Some of Meryman's most notable interviews were with Charlie Chaplin, Elizabeth Taylor, Laurence Olivier, Mae West, Dustin Hoffman, Gene Hackman, Robert Duvall, Carol Burnett, Burt Reynolds, Orson Welles, Ingmar Bergman, Louis Armstrong, Paul McCartney, Marilyn Horne, Joan Sutherland, Joan Rivers, Neil Simon and Andrew Wyeth, who became a lifelong friend.
[1] He grew up and attended grammar school in Dublin, New Hampshire, and spent summers on his mother's family ranch in Carpinteria, California.
A graduate of Phillips Academy, Andover, and Williams College, Meryman was an all-American lacrosse player and served in the U.S. Navy as an ensign during World War II.
Senator Daniel Patrick Moynihan, with another friend, bought a 1935 Packard hearse, put a mattress in the back where the coffin should be, and set off for Alaska.
He always believed it was the adventurous tale of his Alaska trip, along with his childhood in a visual, artistic home, that led the editor to take a chance on an inexperienced writer.
Then he set his sights on interviewing Marilyn Monroe, who had just been fired from the unfinished 1962 film, Something's Got to Give, after repeatedly failing to show up for work.
The interview, Meryman recalled, was such "a bravura performance, a torrent of emotions, ideas, claims, defenses, accusations, self analysis, anecdotes, gestures, justifications, and squeaky laughter" that "then and there I decided to assemble her words into a monologue—a Marilyn self-portrait on the pages.
He turned his attention to non-celebrity subjects, as well—an unwed mother giving up her child for adoption, the struggles of alcoholic women, and his own overwhelming grief at losing Hope to cancer in 1975.
He was regarded as an excellent listener with a compassionate, self-effacing manner and thoughtful questions that had a way of opening others up, whether they were on the other side of a tape recorder or sitting around his dining room table.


INSTRUCTIONS TO FOLLOW: Copy every entry word for word. Skip the pictures.

GIVEN ENTRIES:
━━━━━━━━━━━━━━━━━━━━
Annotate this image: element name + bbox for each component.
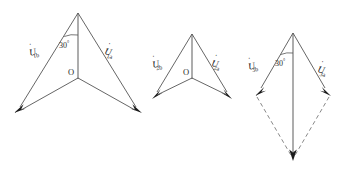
diagram-3-right-vector-line [293, 33, 325, 88]
diagram-1-right-short-line [78, 78, 135, 110]
svg-text:U̇′2a: U̇′2a [210, 54, 222, 72]
diagram-1-origin-label: O [68, 67, 74, 77]
diagram-3-left-vector-label: U̇′3b [246, 56, 259, 74]
diagram-1-angle-label: 30° [59, 40, 69, 50]
phasor-figure: 30° O U̇′1b U̇′1a [0, 0, 353, 173]
diagram-2-left-short-line [157, 78, 192, 95]
diagram-3-left-dashed-line [257, 97, 292, 157]
phasor-diagram-svg: 30° O U̇′1b U̇′1a [0, 0, 353, 173]
diagram-2-right-vector-label: U̇′2a [210, 54, 222, 72]
diagram-3-angle-arc [281, 53, 293, 55]
diagram-2-right-short-line [192, 78, 227, 95]
svg-text:U̇′2b: U̇′2b [151, 54, 163, 72]
diagram-3-angle-label: 30° [275, 58, 285, 68]
diagram-3-right-dashed-line [294, 97, 329, 157]
svg-text:U̇′3b: U̇′3b [246, 56, 259, 74]
diagram-2-origin-label: O [183, 67, 189, 77]
diagram-1-group: 30° O U̇′1b U̇′1a [14, 13, 142, 113]
diagram-2-right-arrowhead [222, 89, 232, 99]
diagram-2-left-vector-label: U̇′2b [151, 54, 163, 72]
diagram-1-left-vector-label: U̇′1b [27, 42, 40, 60]
diagram-2-group: O U̇′2b U̇′2a [151, 34, 232, 99]
diagram-3-left-arrowhead [255, 87, 266, 96]
diagram-3-right-arrowhead [320, 87, 331, 96]
diagram-1-right-vector-line [78, 13, 136, 107]
diagram-1-angle-arc [64, 35, 78, 37]
diagram-2-right-vector-line [192, 34, 227, 92]
diagram-1-left-vector-line [20, 13, 78, 107]
diagram-2-left-vector-line [157, 34, 192, 92]
svg-text:U̇′1b: U̇′1b [27, 42, 40, 60]
diagram-1-left-short-line [21, 78, 78, 110]
diagram-3-group: 30° U̇′3b U̇′3a [246, 33, 331, 161]
diagram-2-left-arrowhead [152, 89, 162, 99]
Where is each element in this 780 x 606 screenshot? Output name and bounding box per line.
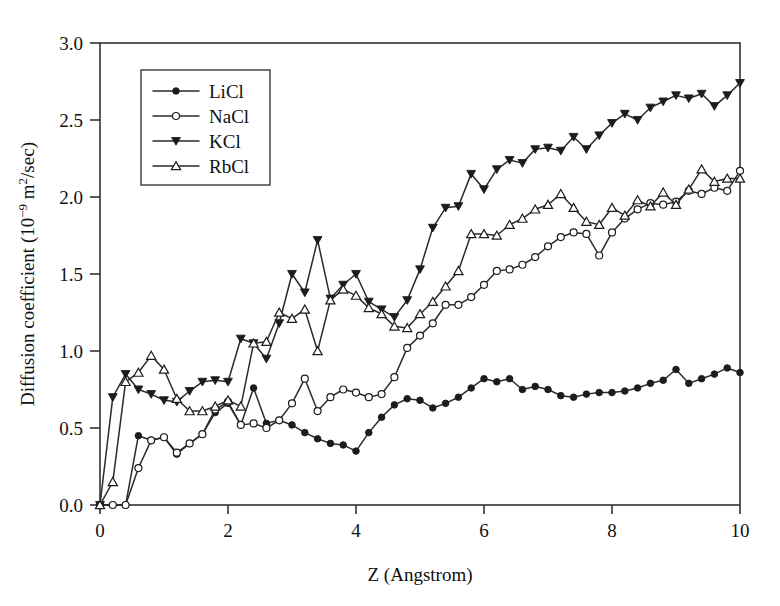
- marker-licl-24: [404, 395, 411, 402]
- x-tick-label-5: 10: [731, 520, 750, 541]
- marker-nacl-19: [340, 386, 347, 393]
- x-axis-title: Z (Angstrom): [367, 564, 472, 586]
- chart-background: [0, 0, 780, 606]
- marker-nacl-34: [532, 254, 539, 261]
- legend-marker-nacl: [173, 113, 180, 120]
- legend-label-nacl: NaCl: [209, 106, 249, 127]
- marker-nacl-20: [353, 389, 360, 396]
- marker-nacl-12: [250, 420, 257, 427]
- marker-nacl-15: [289, 400, 296, 407]
- marker-licl-3: [135, 432, 142, 439]
- marker-nacl-35: [545, 243, 552, 250]
- marker-nacl-26: [429, 320, 436, 327]
- marker-nacl-22: [378, 391, 385, 398]
- marker-licl-18: [327, 440, 334, 447]
- marker-nacl-44: [660, 201, 667, 208]
- marker-nacl-47: [698, 190, 705, 197]
- legend-border: [141, 70, 270, 185]
- marker-nacl-3: [135, 465, 142, 472]
- marker-nacl-13: [263, 425, 270, 432]
- marker-licl-27: [442, 400, 449, 407]
- marker-licl-47: [698, 375, 705, 382]
- marker-nacl-4: [148, 437, 155, 444]
- marker-nacl-6: [173, 449, 180, 456]
- marker-licl-48: [711, 371, 718, 378]
- diffusion-coefficient-chart: 0246810 0.00.51.01.52.02.53.0 Z (Angstro…: [0, 0, 780, 606]
- marker-nacl-49: [724, 187, 731, 194]
- marker-nacl-5: [161, 434, 168, 441]
- marker-licl-38: [583, 391, 590, 398]
- chart-legend[interactable]: LiClNaClKClRbCl: [141, 70, 270, 185]
- marker-nacl-16: [301, 375, 308, 382]
- marker-licl-28: [455, 394, 462, 401]
- marker-licl-43: [647, 380, 654, 387]
- marker-licl-46: [686, 380, 693, 387]
- marker-licl-20: [353, 448, 360, 455]
- legend-label-kcl: KCl: [209, 131, 241, 152]
- marker-nacl-33: [519, 261, 526, 268]
- marker-nacl-31: [493, 267, 500, 274]
- marker-licl-17: [314, 435, 321, 442]
- marker-licl-33: [519, 386, 526, 393]
- legend-marker-licl: [173, 88, 180, 95]
- marker-licl-32: [506, 375, 513, 382]
- marker-licl-34: [532, 383, 539, 390]
- marker-licl-44: [660, 377, 667, 384]
- marker-licl-41: [622, 388, 629, 395]
- marker-nacl-14: [276, 417, 283, 424]
- marker-licl-39: [596, 389, 603, 396]
- marker-licl-29: [468, 385, 475, 392]
- marker-nacl-42: [634, 206, 641, 213]
- marker-nacl-37: [570, 229, 577, 236]
- marker-licl-22: [378, 414, 385, 421]
- marker-licl-45: [673, 366, 680, 373]
- marker-nacl-36: [557, 234, 564, 241]
- x-tick-label-4: 8: [607, 520, 617, 541]
- x-tick-label-1: 2: [223, 520, 233, 541]
- marker-licl-19: [340, 442, 347, 449]
- marker-nacl-29: [468, 294, 475, 301]
- y-tick-label-0: 0.0: [59, 495, 83, 516]
- y-tick-label-6: 3.0: [59, 33, 83, 54]
- x-tick-label-3: 6: [479, 520, 489, 541]
- x-axis-title-text: Z (Angstrom): [367, 564, 472, 586]
- marker-licl-35: [545, 386, 552, 393]
- marker-nacl-27: [442, 301, 449, 308]
- marker-licl-30: [481, 375, 488, 382]
- marker-nacl-25: [417, 332, 424, 339]
- marker-licl-12: [250, 385, 257, 392]
- marker-nacl-39: [596, 252, 603, 259]
- marker-nacl-7: [186, 440, 193, 447]
- x-tick-label-0: 0: [95, 520, 105, 541]
- y-tick-label-5: 2.5: [59, 110, 83, 131]
- marker-licl-40: [609, 389, 616, 396]
- marker-licl-31: [494, 379, 501, 386]
- x-tick-label-2: 4: [351, 520, 361, 541]
- marker-licl-49: [724, 365, 731, 372]
- marker-nacl-40: [609, 229, 616, 236]
- y-tick-label-2: 1.0: [59, 341, 83, 362]
- marker-nacl-8: [199, 431, 206, 438]
- legend-label-rbcl: RbCl: [209, 156, 249, 177]
- marker-licl-16: [302, 429, 309, 436]
- marker-licl-25: [417, 397, 424, 404]
- marker-nacl-21: [365, 394, 372, 401]
- marker-nacl-1: [109, 502, 116, 509]
- marker-licl-42: [634, 385, 641, 392]
- marker-licl-15: [289, 422, 296, 429]
- marker-licl-36: [558, 392, 565, 399]
- marker-nacl-32: [506, 266, 513, 273]
- marker-nacl-28: [455, 301, 462, 308]
- marker-nacl-30: [481, 281, 488, 288]
- marker-nacl-24: [404, 344, 411, 351]
- marker-licl-50: [737, 369, 744, 376]
- marker-licl-37: [570, 394, 577, 401]
- marker-nacl-18: [327, 394, 334, 401]
- marker-nacl-38: [583, 230, 590, 237]
- y-tick-label-3: 1.5: [59, 264, 83, 285]
- marker-licl-23: [391, 402, 398, 409]
- marker-licl-26: [430, 405, 437, 412]
- marker-nacl-23: [391, 374, 398, 381]
- marker-licl-21: [366, 429, 373, 436]
- y-tick-label-1: 0.5: [59, 418, 83, 439]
━━━━━━━━━━━━━━━━━━━━
ANSWER FOR THIS EXERCISE:
Annotate this image: element name + bbox for each component.
diagram-3-right-vector-line [293, 33, 325, 88]
diagram-1-right-short-line [78, 78, 135, 110]
svg-text:U̇′2a: U̇′2a [210, 54, 222, 72]
diagram-1-origin-label: O [68, 67, 74, 77]
diagram-3-left-vector-label: U̇′3b [246, 56, 259, 74]
diagram-1-angle-label: 30° [59, 40, 69, 50]
phasor-figure: 30° O U̇′1b U̇′1a [0, 0, 353, 173]
diagram-2-left-short-line [157, 78, 192, 95]
diagram-3-left-dashed-line [257, 97, 292, 157]
phasor-diagram-svg: 30° O U̇′1b U̇′1a [0, 0, 353, 173]
diagram-2-right-vector-label: U̇′2a [210, 54, 222, 72]
diagram-3-angle-arc [281, 53, 293, 55]
diagram-2-right-short-line [192, 78, 227, 95]
svg-text:U̇′2b: U̇′2b [151, 54, 163, 72]
diagram-3-angle-label: 30° [275, 58, 285, 68]
diagram-3-right-dashed-line [294, 97, 329, 157]
svg-text:U̇′3b: U̇′3b [246, 56, 259, 74]
diagram-2-origin-label: O [183, 67, 189, 77]
diagram-1-group: 30° O U̇′1b U̇′1a [14, 13, 142, 113]
diagram-2-right-arrowhead [222, 89, 232, 99]
diagram-2-left-vector-label: U̇′2b [151, 54, 163, 72]
diagram-1-left-vector-label: U̇′1b [27, 42, 40, 60]
diagram-2-group: O U̇′2b U̇′2a [151, 34, 232, 99]
diagram-3-left-arrowhead [255, 87, 266, 96]
diagram-3-right-arrowhead [320, 87, 331, 96]
diagram-1-right-vector-line [78, 13, 136, 107]
diagram-1-angle-arc [64, 35, 78, 37]
diagram-2-right-vector-line [192, 34, 227, 92]
diagram-1-left-vector-line [20, 13, 78, 107]
diagram-2-left-vector-line [157, 34, 192, 92]
svg-text:U̇′1b: U̇′1b [27, 42, 40, 60]
diagram-1-left-short-line [21, 78, 78, 110]
diagram-3-group: 30° U̇′3b U̇′3a [246, 33, 331, 161]
diagram-2-left-arrowhead [152, 89, 162, 99]
Where is each element in this 780 x 606 screenshot? Output name and bounding box per line.
- marker-licl-24: [404, 395, 411, 402]
- x-tick-label-5: 10: [731, 520, 750, 541]
- marker-nacl-19: [340, 386, 347, 393]
- x-axis-title: Z (Angstrom): [367, 564, 472, 586]
- chart-background: [0, 0, 780, 606]
- marker-nacl-34: [532, 254, 539, 261]
- legend-marker-nacl: [173, 113, 180, 120]
- legend-label-nacl: NaCl: [209, 106, 249, 127]
- marker-nacl-20: [353, 389, 360, 396]
- marker-nacl-12: [250, 420, 257, 427]
- marker-nacl-15: [289, 400, 296, 407]
- marker-licl-3: [135, 432, 142, 439]
- marker-nacl-35: [545, 243, 552, 250]
- marker-nacl-26: [429, 320, 436, 327]
- marker-nacl-22: [378, 391, 385, 398]
- marker-licl-18: [327, 440, 334, 447]
- marker-nacl-44: [660, 201, 667, 208]
- marker-nacl-47: [698, 190, 705, 197]
- legend-border: [141, 70, 270, 185]
- marker-nacl-3: [135, 465, 142, 472]
- marker-nacl-13: [263, 425, 270, 432]
- marker-licl-27: [442, 400, 449, 407]
- marker-licl-47: [698, 375, 705, 382]
- marker-nacl-4: [148, 437, 155, 444]
- marker-nacl-6: [173, 449, 180, 456]
- marker-licl-48: [711, 371, 718, 378]
- diffusion-coefficient-chart: 0246810 0.00.51.01.52.02.53.0 Z (Angstro…: [0, 0, 780, 606]
- marker-nacl-49: [724, 187, 731, 194]
- marker-nacl-5: [161, 434, 168, 441]
- marker-licl-38: [583, 391, 590, 398]
- chart-legend[interactable]: LiClNaClKClRbCl: [141, 70, 270, 185]
- marker-nacl-16: [301, 375, 308, 382]
- marker-licl-28: [455, 394, 462, 401]
- marker-licl-43: [647, 380, 654, 387]
- marker-licl-46: [686, 380, 693, 387]
- marker-licl-20: [353, 448, 360, 455]
- legend-label-kcl: KCl: [209, 131, 241, 152]
- marker-nacl-33: [519, 261, 526, 268]
- marker-nacl-31: [493, 267, 500, 274]
- marker-licl-17: [314, 435, 321, 442]
- marker-licl-33: [519, 386, 526, 393]
- legend-marker-licl: [173, 88, 180, 95]
- marker-licl-32: [506, 375, 513, 382]
- marker-licl-34: [532, 383, 539, 390]
- marker-licl-44: [660, 377, 667, 384]
- marker-licl-41: [622, 388, 629, 395]
- marker-nacl-14: [276, 417, 283, 424]
- marker-licl-39: [596, 389, 603, 396]
- marker-licl-29: [468, 385, 475, 392]
- marker-nacl-42: [634, 206, 641, 213]
- marker-nacl-37: [570, 229, 577, 236]
- marker-licl-22: [378, 414, 385, 421]
- marker-licl-45: [673, 366, 680, 373]
- marker-nacl-36: [557, 234, 564, 241]
- x-tick-label-4: 8: [607, 520, 617, 541]
- x-tick-label-1: 2: [223, 520, 233, 541]
- marker-licl-19: [340, 442, 347, 449]
- marker-nacl-29: [468, 294, 475, 301]
- y-tick-label-0: 0.0: [59, 495, 83, 516]
- y-tick-label-6: 3.0: [59, 33, 83, 54]
- x-tick-label-3: 6: [479, 520, 489, 541]
- x-axis-title-text: Z (Angstrom): [367, 564, 472, 586]
- marker-licl-35: [545, 386, 552, 393]
- marker-nacl-27: [442, 301, 449, 308]
- marker-licl-30: [481, 375, 488, 382]
- marker-nacl-25: [417, 332, 424, 339]
- marker-licl-12: [250, 385, 257, 392]
- marker-nacl-39: [596, 252, 603, 259]
- marker-nacl-7: [186, 440, 193, 447]
- x-tick-label-0: 0: [95, 520, 105, 541]
- y-tick-label-5: 2.5: [59, 110, 83, 131]
- marker-licl-40: [609, 389, 616, 396]
- marker-licl-31: [494, 379, 501, 386]
- x-tick-label-2: 4: [351, 520, 361, 541]
- marker-licl-49: [724, 365, 731, 372]
- marker-nacl-40: [609, 229, 616, 236]
- y-tick-label-2: 1.0: [59, 341, 83, 362]
- marker-nacl-8: [199, 431, 206, 438]
- legend-label-rbcl: RbCl: [209, 156, 249, 177]
- marker-licl-16: [302, 429, 309, 436]
- marker-licl-25: [417, 397, 424, 404]
- marker-nacl-21: [365, 394, 372, 401]
- marker-nacl-1: [109, 502, 116, 509]
- marker-licl-42: [634, 385, 641, 392]
- marker-licl-15: [289, 422, 296, 429]
- marker-licl-36: [558, 392, 565, 399]
- marker-nacl-32: [506, 266, 513, 273]
- marker-nacl-28: [455, 301, 462, 308]
- marker-nacl-30: [481, 281, 488, 288]
- marker-nacl-24: [404, 344, 411, 351]
- marker-licl-50: [737, 369, 744, 376]
- marker-licl-37: [570, 394, 577, 401]
- marker-nacl-18: [327, 394, 334, 401]
- marker-nacl-38: [583, 230, 590, 237]
- y-tick-label-3: 1.5: [59, 264, 83, 285]
- marker-licl-23: [391, 402, 398, 409]
- marker-licl-26: [430, 405, 437, 412]
- marker-nacl-23: [391, 374, 398, 381]
- marker-licl-21: [366, 429, 373, 436]
- y-tick-label-1: 0.5: [59, 418, 83, 439]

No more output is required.